Climate models ignored by media (except for their critics) | Ars Technica
You won’t find them next to the operating systems on the shelves of your favorite store, but climate models are pretty important software packages. They allow climate scientists to test hypotheses about the causes of climate events in the past, and they can also compute the probable effects of, say, continued fossil fuel use over the next century.
Climate is complex—there are a myriad of interconnections between components governed by different physical, chemical, and biological processes. You simply can’t stuff it all into your head and mentally work through the consequences of that interplay. That’s where computers come in. They solve this network of equations at each location on the planet, and for each time step, simulating an entire climate system at your command.
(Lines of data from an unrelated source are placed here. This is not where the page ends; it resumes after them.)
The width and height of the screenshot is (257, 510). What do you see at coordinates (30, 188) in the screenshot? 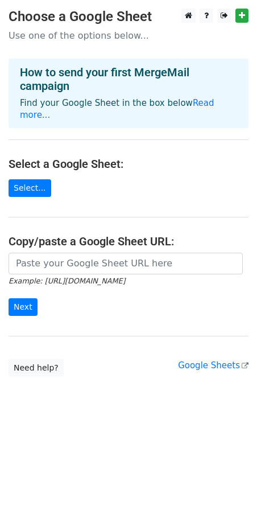
I see `a: Select...` at bounding box center [30, 188].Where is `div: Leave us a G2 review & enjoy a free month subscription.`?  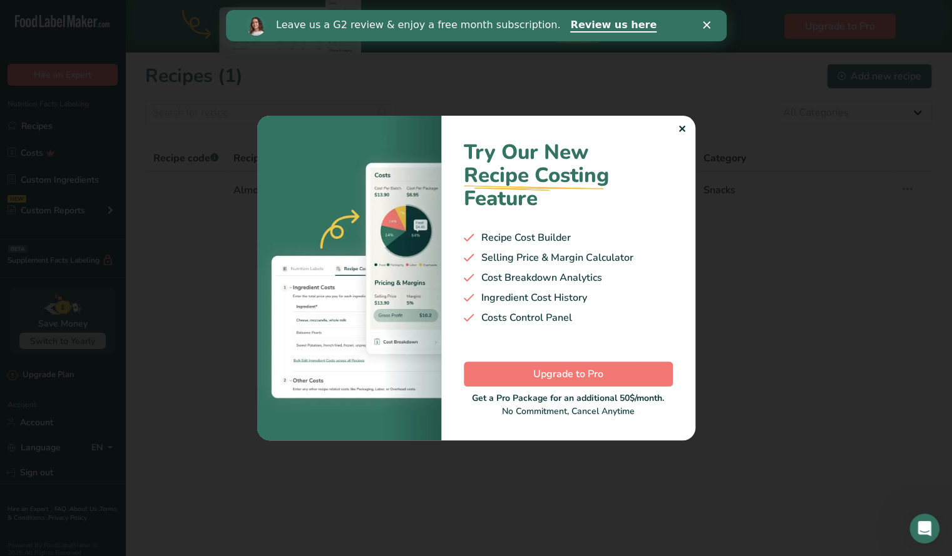 div: Leave us a G2 review & enjoy a free month subscription. is located at coordinates (192, 15). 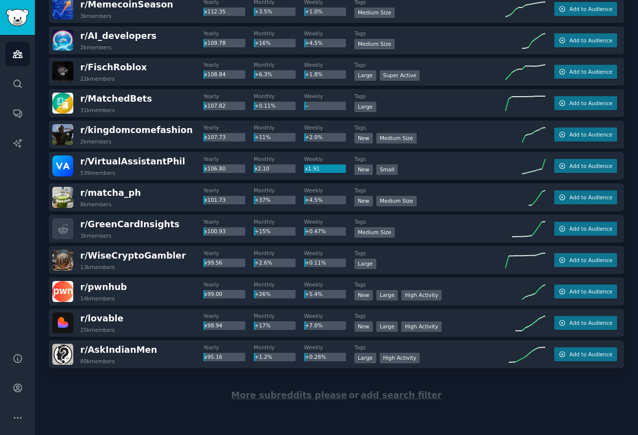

All scientists get George Box’s dictum beaten into them: “All models are wrong, but some are useful.” And some are very useful, indeed. Gravitational models of the solar system, for example, allow space agencies to slingshot their spacecraft around planets and land on a moving bulls-eye more than 50 million miles away. If you’re not impressed by that, you might need medical attention.
Because of their key role in the future projections that drive public policy decisions, however, climate models have become a flash point in the popular debate over climate change. The Heartland Institute’s NIPCC report (the industry think tank’s not-so-subtle response to the Intergovernmental Panel on Climate Change reports) described climate models as “nothing more than a statement of how the modeler believes a part of the world works”.
Flashback: 'High School Physics' - WSJ.com
That's how Al Gore described the science of climate change this week, by which we suppose he meant it's elementary and unchallengeable.
ModelE breaks down climate into the basic laws of physics. The equations are written in Fortran, a computer language that is, as Dr. Schmidt puts it, "very old and not very trendy." The computer code is 126,327 lines, to be exact, and when Dr. Schmidt scrolls through it on his computer screen, it looks like nothing so much as an extensive (and incomprehensible) grocery list.
In his office, not long ago, Dr. Schmidt tried to translate a few lines:
QNX=QMO2*BYAM(LMIN+1)
QSATC=QSAT(TNX,LHX,PL(LMIN+1))
DQ=MCLOUD*(QSAT-CQNX)/(1.+SLH*QSATC*DQSATDT(TNX,LHX))
"These lines," he said, "calculate how much water vapor condenses out of air to form a cloud as the temperature decreases."
1 comment:
What are the chances we could have Schmidt deported back to England?